The footballer said his Christian faith helped give him the strength to put an end to the hold the marabout had on him.
Some witch doctors "threaten vengeance", he said, "so there is a fear of breaking away from them."
Joel Thibault, an evangelical pastor to several top athletes in France, has had to deal with the "disastrous consequences" of footballers and basketball players caught in similar circumstances.
"I know there are clubs that allow players to go to Senegal after they get injured because doctors can't treat them. They come back and play with amulets and protection belts."
Those who go to healers in France have told him "that when things are going less well they are told to make more sacrifices, to pay more for them, and then it spirals," Thibault added.
"I see the damage... players who are depressed and who have had suicidal thoughts."
- 'He became like a god' -
Another Ivory Coast-born footballer, Cisse Baratte told AFP how he went through the same hell.

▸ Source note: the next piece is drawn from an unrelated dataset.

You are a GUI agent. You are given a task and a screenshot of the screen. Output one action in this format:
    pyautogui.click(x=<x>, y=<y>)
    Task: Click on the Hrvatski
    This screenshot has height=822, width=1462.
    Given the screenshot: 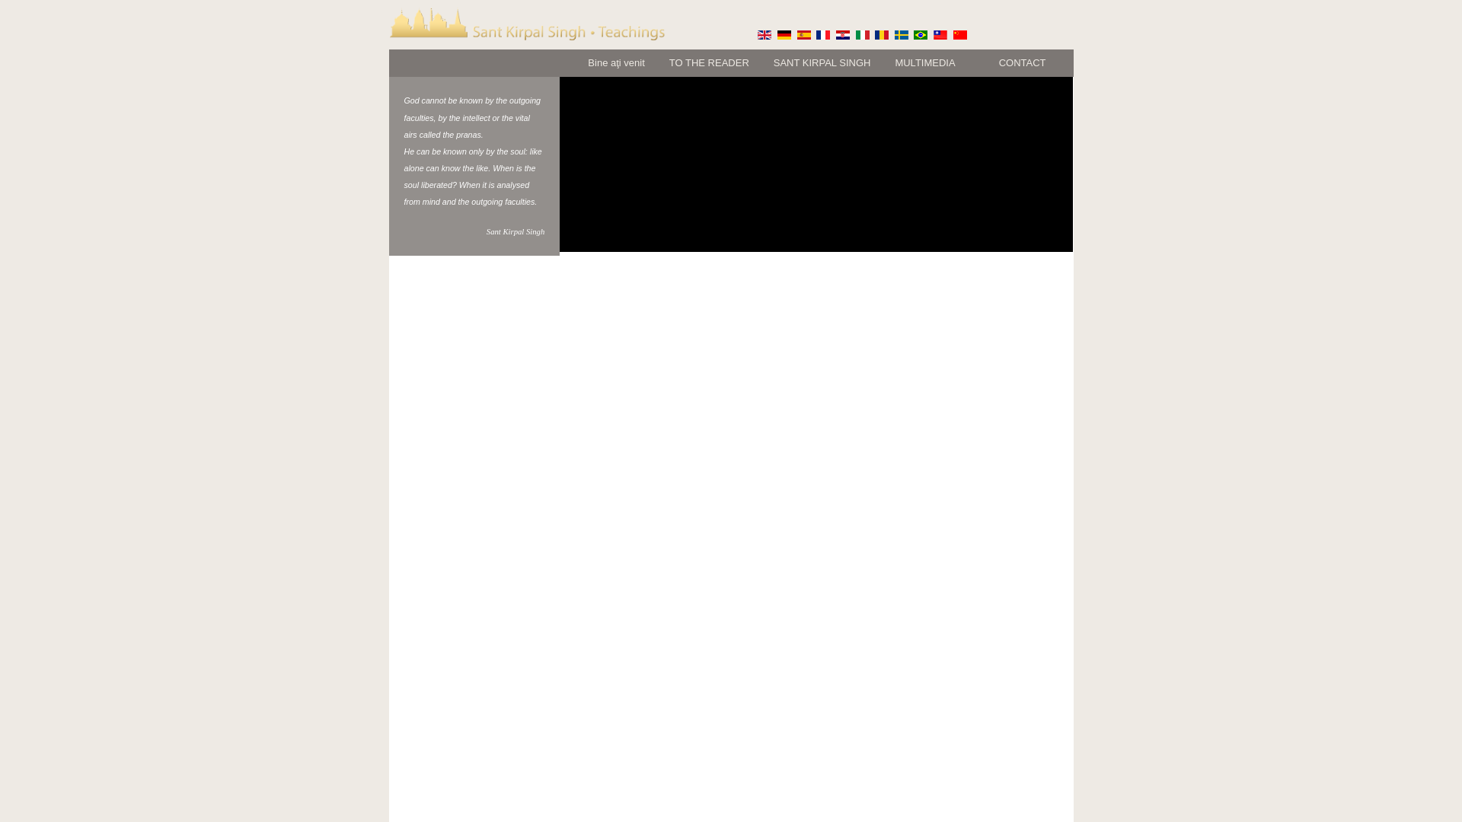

When he began playing for a top club in Abidjan at 16, he was told that healers could make him perform better and protect him "from jealousy".
"I fell into the trap," he admitted. Baratte, now 55, started by taking "showers with potions" prescribed by a witch doctor, having sacrifices made and wearing a leather protection belt that had verses of the Koran sewn into it.
"As soon as I got injured or things weren't going well, I would go to him. He became like a god to me... You become dependent and he took advantage of that."
He turned to witch doctors again when he began playing in Europe in the 1990s.
"I was always injured," he said. "The marabout said that it was because I wasn't taking the showers with the potions at the right time or because it was cold..."
In the dressing rooms, he noticed teammates from Senegal or Cameroon also had "protection" -- "perfumes" or belts under their jerseys.
- Pogba case -
Thibault said it has taken the Paul Pogba extortion case, where the French star was held against his will last year, to throw a spotlight on how serious the problem has become "with more and more money" in football.
The French World Cup winner was accused by his brother and a childhood friend of paying a witch doctor to cast a spell on his team mate Kylian Mbappe -- an allegation that Pogba and the marabout denied to police.
"Players tell me that when some have anti-doping tests, doctors can't get a needle into them until they have called their marabout... So people know about this," Thibault insisted.
Several healers say they feel "stigmatised" by the headlines the Pogba case has sparked.
"The controversy has damaged our profession," Monsieur Fakoly, a Guinean-born healer who works outside Paris told AFP. "It's really the dark side." People should distinguish between witch doctors "who cast spells" and healers "who help", he said.
But as long as there are players look for "shortcuts to success", witch doctors' influence on the game is "not going to stop, unfortunately", said Yapi Yapo.